I want to display this as $width x $height in my UI.
The obvious way to do this is to bind to a dimensions property which is dependent on width and height.
My question is where is the best place to add this new property?
I could add it to the Size class itself in the modal, but then if another controller wants to display the string different I'm stuck creating yet another property. I'm also a bit reluctant to do this because in my case the Size class is in a framework that will be used in a couple different places (although likely all from code I have control over).
I could add it in a category to the Size class inside the project containing the view/controller so it will only be availiable in the places I know it will be used, but in various places I've seen suggestions that categories tend to be overused, and am forced to wonder if this is one of those cases.
In the case of a single Size instance I could create the property in the controller class containing it, but this becomes more difficult when you have an array of Sizes.
I could bind to the entire size object and use a transformer to turn them into strings, but binding to an array of sizes would then cause you to have to transform each element of the array into a new array in the transformer, which seems a bit ugly.
If want to display this composite value as a string, then bind "Display Pattern 1" of a text field to the width property and "Display Pattern 2" (shown when you bind Display Pattern 1) to the height property. In the Display Pattern 1 binding, set the "Display Pattern" to %{value1}# x %{value2}# (yes, slightly unintuitive syntax). This will give a text field that displays "[width] x [height]" and will update on changes in either property.
You can do the same with an NSTextFieldCell, e.g. as the cell in an NSTableColumn. The downside of this method is that the text field will not be able to edit the bound width and height values. You would have to write an NSValueTransformer if you need to be able to edit them.
Using multiple bindings through a display pattern as Barry suggested sounds like the best approach, at least without knowing more about your UI. I've used the same thing in the past, where I built an inspector for an array of images and had the dimensions bound to a single text field.
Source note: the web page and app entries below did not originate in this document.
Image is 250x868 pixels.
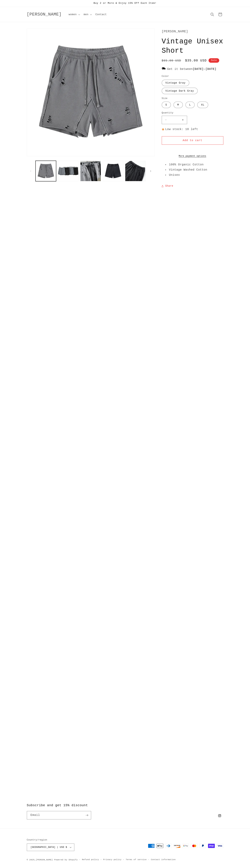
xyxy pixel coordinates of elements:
a: Contact information [151,858,176,862]
a: Privacy policy [103,858,122,862]
small: © 2025, [27,859,53,861]
a: Refund policy [82,858,99,862]
span: $35.00 USD [185,58,207,63]
label: L [186,102,195,108]
summary: Share [162,182,174,190]
span: [GEOGRAPHIC_DATA] | USD $ [30,846,67,849]
label: S [162,102,171,108]
a: [PERSON_NAME] [26,11,63,18]
summary: men [82,10,93,18]
button: Load image 3 in gallery view [80,161,101,181]
li: Vintage Washed Cotton [166,168,224,172]
span: Contact [96,13,107,16]
p: Low stock: 10 left [162,127,224,132]
media-gallery: Gallery Viewer [27,29,154,182]
button: Load image 5 in gallery view [103,161,124,181]
strong: - [193,68,217,71]
li: Unisex [166,172,224,178]
s: $65.00 USD [162,59,181,63]
li: 100% Organic Cotton [166,162,224,168]
h2: Country/region [27,838,75,842]
button: Load image 2 in gallery view [58,161,79,181]
a: [PERSON_NAME] [36,859,53,861]
label: XL [198,102,209,108]
legend: Color [162,75,170,78]
p: Get it between [162,66,224,72]
button: Add to cart [162,136,224,145]
span: men [84,13,89,16]
summary: women [66,10,82,18]
label: Quantity [162,111,224,115]
span: Buy 2 or More & Enjoy 15% Off Each Item! [93,2,157,5]
button: Load image 6 in gallery view [125,161,146,181]
label: Vintage Dark Gray [162,88,198,94]
img: 1670915.png [162,66,166,71]
span: [PERSON_NAME] [27,12,62,17]
label: Vintage Gray [162,80,189,86]
a: Contact [93,10,109,18]
p: [PERSON_NAME] [162,29,224,34]
button: [GEOGRAPHIC_DATA] | USD $ [27,844,75,851]
button: Slide right [147,167,154,175]
button: Load image 1 in gallery view [36,161,56,181]
a: Terms of service [126,858,147,862]
span: women [69,13,77,16]
a: More payment options [162,154,224,158]
summary: Search [209,10,216,19]
span: [DATE] [206,68,217,71]
span: [DATE] [193,68,204,71]
h2: Subscribe and get 15% discount [27,803,213,807]
h1: Vintage Unisex Short [162,37,224,55]
button: Slide left [27,167,35,175]
label: M [174,102,183,108]
button: Subscribe [83,812,91,820]
span: Sale [209,58,220,63]
a: Powered by Shopify [54,859,78,861]
legend: Size [162,97,168,100]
In general it's good practice to use value transformers or formatters if you can, but in cases of last resort there's nothing wrong with using a category. I've done this in the past when I had trouble binding to a date, but breaking it down into individual time and date pieces. A category is a good approach because it lets you maintain separation with the model, but you don't need to do anything crazy like binding directly to the controller.
I want to display this as $width x $height in my UI.
Why not two fields? Then you could make them editable.
(in reality the class is a bit more complex than this, but Size makes a good example)
Assuming the above is not feasible in your real situation, you might try creating a custom subclass of NSFormatter, and setting it as the formatter on the cell (I assume this is in a table view, since you wouldn't bind a single control to an array). You would then bind to whole Size objects.